Moreover, the additional intrusion caused by a temporary detention in these circumstances is justified by the same legitimate law enforcement interests implicated in Summers. Just like in Summers, the police here had a legitimate “interest in preventing flight [of the building’s occupants] in the event that incriminating evidence [was] found” and in ensuring that those present remain to facilitate “the orderly completion of the search” once it was authorized. Id. at 702-03, 101 S.Ct. 2587. And just like in Summers, the police had a substantial interest in minimizing the harm to officers that was inherent in securing a *707building prior to a search for drugs and guns. See id. To allow those present when police secure a building to subsequently depart while the officers wait for the warrant would substantially increase the risk of harm to the police left guarding the site. Indeed, from an officer-safety perspective, police would find themselves in a much worse position than they faced before they had effected a lawful warrant-less entry to secure the building, becoming vulnerable to attack by those armed with knowledge regarding the number of officers on the scene and fortified by their desperation to keep the police from uncovering the contraband that officers have probable cause to believe is present.

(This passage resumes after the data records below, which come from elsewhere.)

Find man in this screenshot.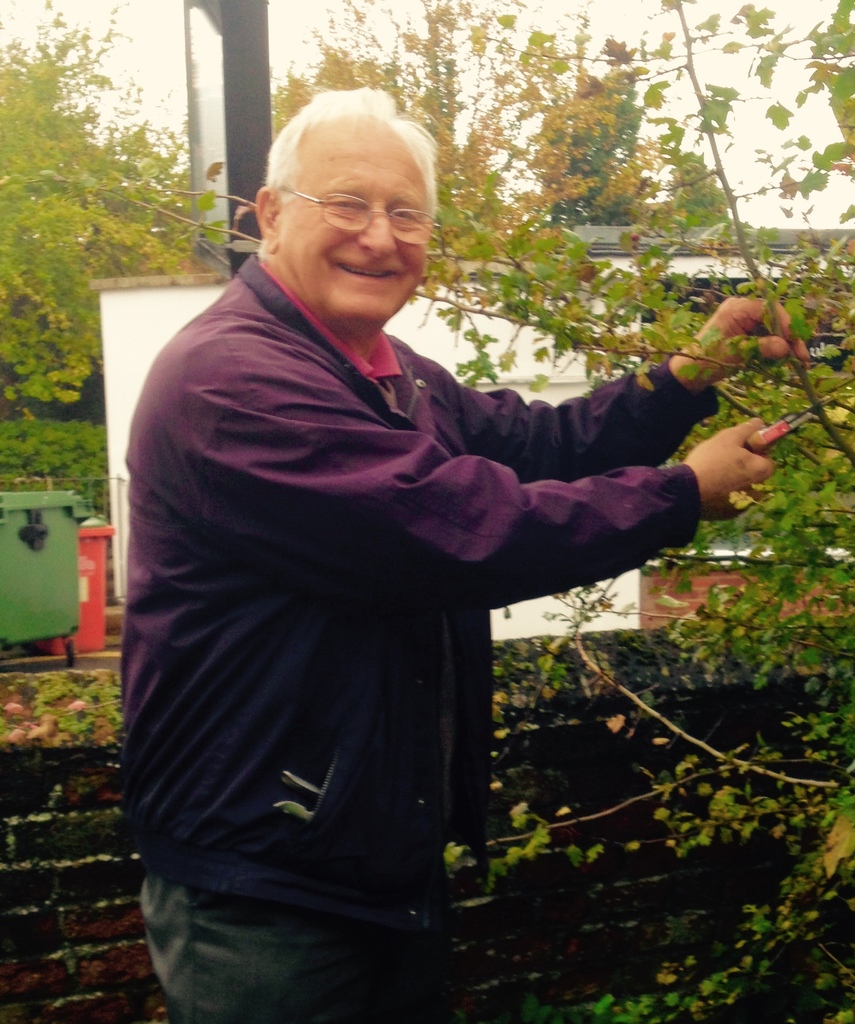
The bounding box for man is l=106, t=111, r=735, b=979.
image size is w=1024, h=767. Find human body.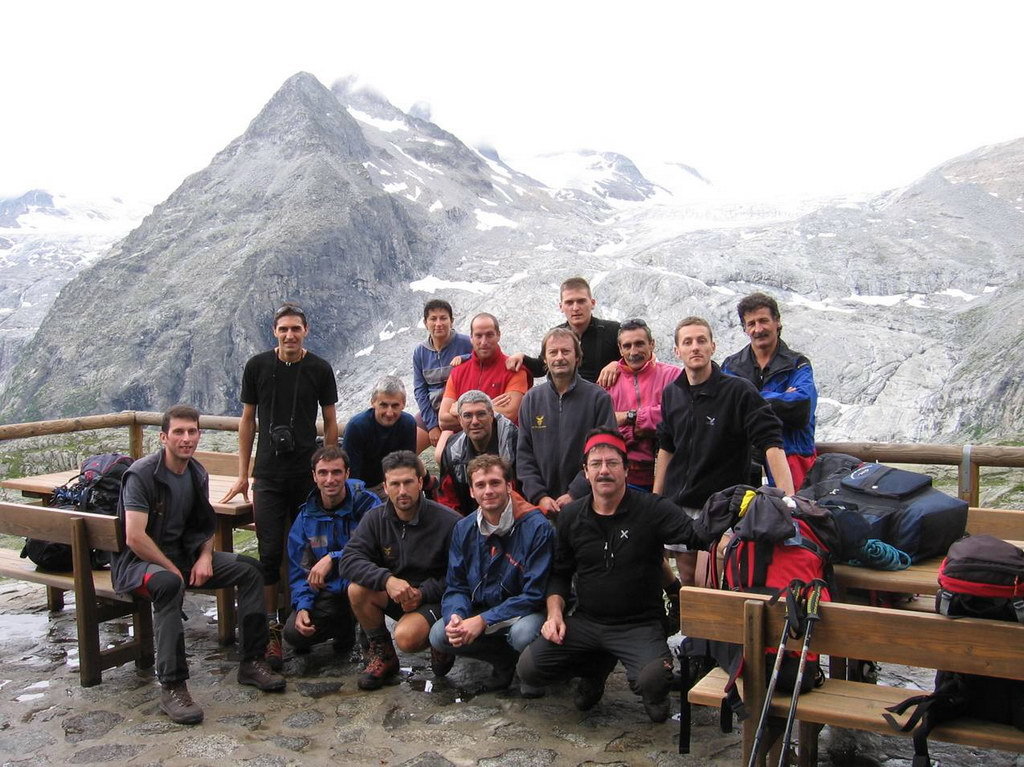
crop(536, 430, 689, 739).
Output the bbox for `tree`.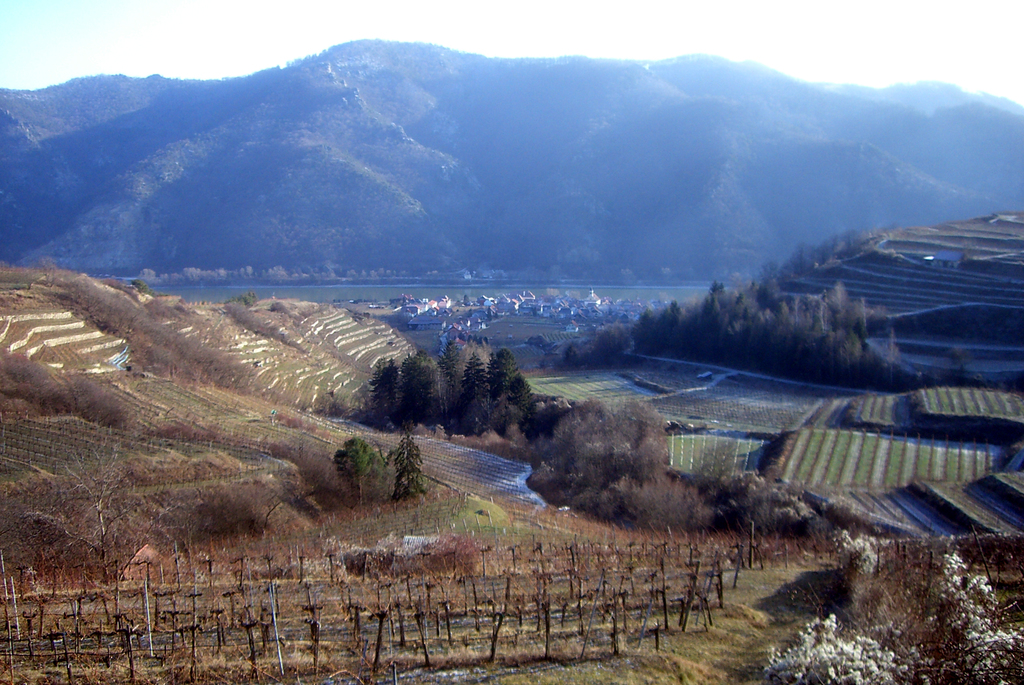
<box>331,436,392,503</box>.
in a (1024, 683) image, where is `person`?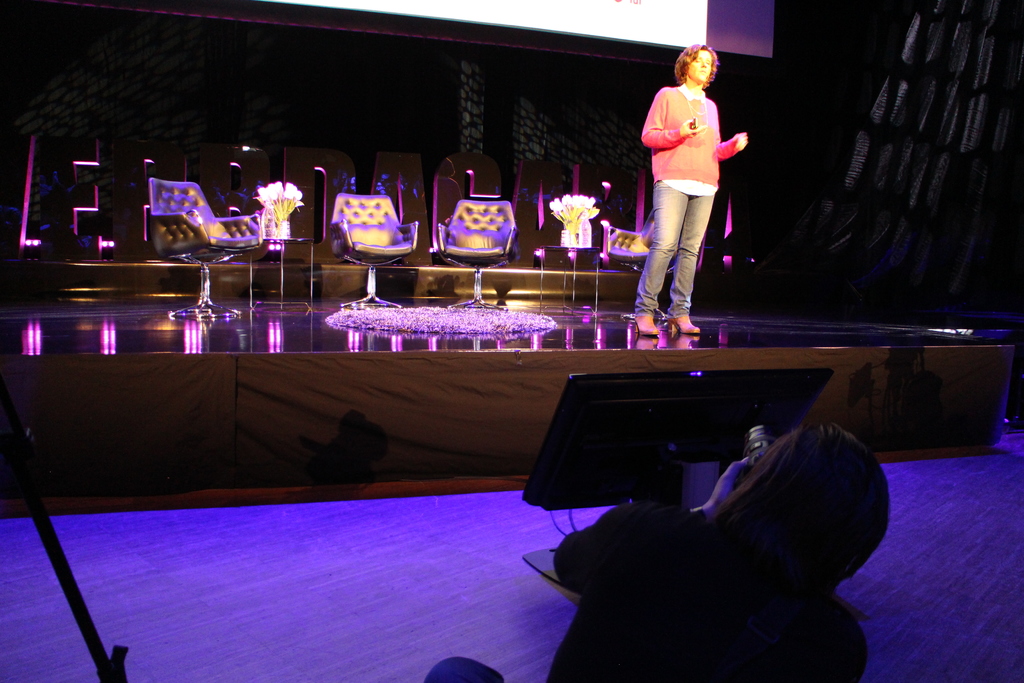
[636, 33, 740, 340].
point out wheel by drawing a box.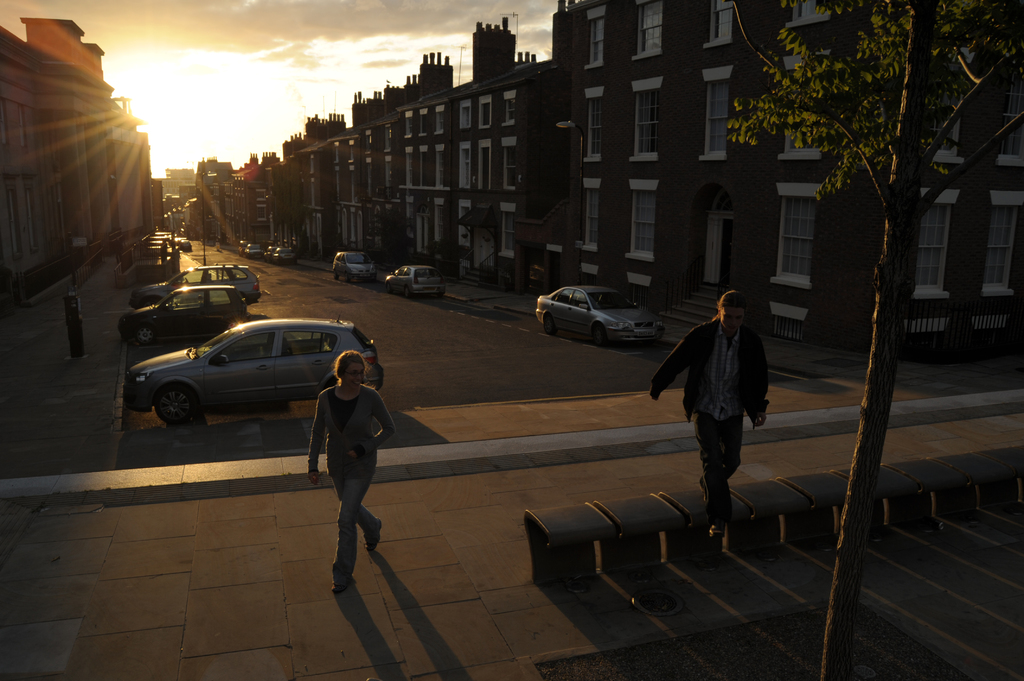
rect(132, 327, 159, 347).
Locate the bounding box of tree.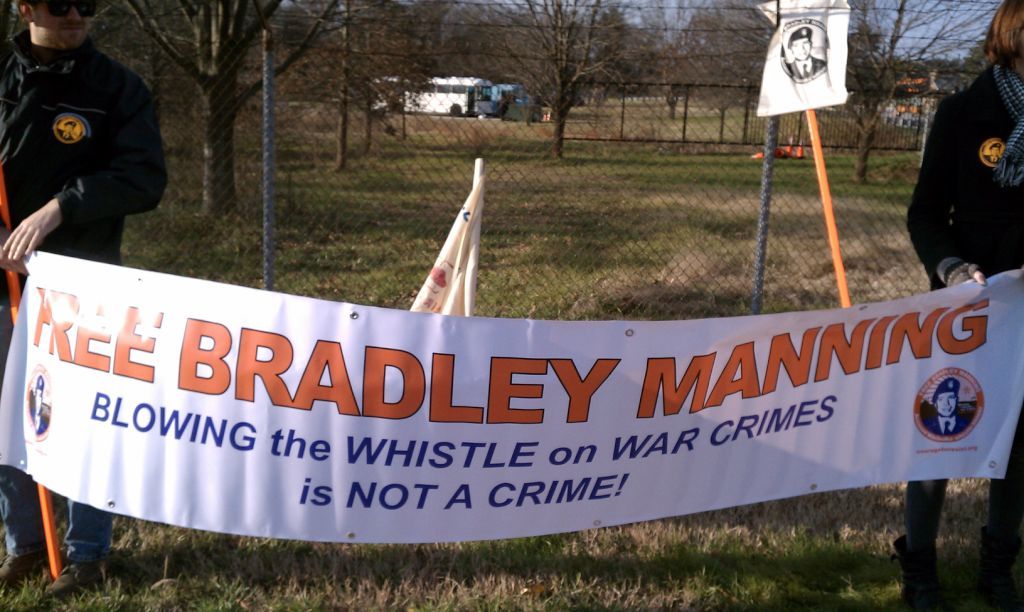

And finally, the temporary detention of Watson and Steele was justified by the same type of “articulable and individualized suspicion” that supported the detention in Summers. Id. at 703, 101 S.Ct. 2587. The “connection of an occupant” to a building that the police have lawfully secured pending the issuance of a search warrant “gives the police officer an easily identifiable and certain basis for determining that suspicion of criminal activity justifies a detention of that occupant.” Summers, 452 U.S. at 703-04, 101 S.Ct. 2587. The majority misses this point, repeatedly asserting — presumably based on the officers’ testimony that they did not have any specific information relating to Watson when they entered the building — that the police did not suspect Watson of any criminal activity. But under the logic of Summers, the fact that Watson was an occupant of a building that police had probable cause to believe harbored heroin and served as a facility from which heroin was being openly distributed provided the police with reason to suspect Watson of participating in the ongoing criminal activity.

In sum, balancing the nature of the intrusion in this case against both the legitimate law enforcement interests and the articulable suspicion supporting the detention, the Baltimore City police acted reasonably when they temporarily detained the individuals occupying a place that officers had lawfully entered and secured.

Of course, this type of detention should not last “longer than reasonably necessary for the police, acting with diligence, to obtain the warrant.” Illinois v. McAr-thur, 531 U.S. 326, 332, 121 S.Ct. 946, 148 L.Ed.2d 838 (2001). But in the circumstances of this case, involving the preparation and obtaining of a warrant from a judge otherwise carrying a heavy criminal docket in a busy city courthouse, a three-hour detention was not unreasonable. See Mena, 544 U.S. at 98, 125 S.Ct. 1465 (approving a detention of three hours while police conducted a search).

Contrary to these governing principles, the majority establishes a new rule that police officers, finding occupants in a building as to which probable cause exists that contraband is being harbored and crime is being committed therein, must nonetheless release the occupants after completing the protective sweep. See ante at'693-94. In doing so, the majority completely overlooks: (1) the suspicion created by the very presence of the detained occupants in a building from which drugs were being distributed, (2) the risks the rule would cause to law enforcement officers, and (3) the legitimate benefits it would deny them. Because I conclude that Watson’s detention was reasonable, I would affirm.

The majority apparently rejects this proposition in Summers, denying that a person’s presence in a building as to which probable cause of criminal activity exists "gives the police officer an easily identifiable and certain basis” for suspicion. See ante, at 705.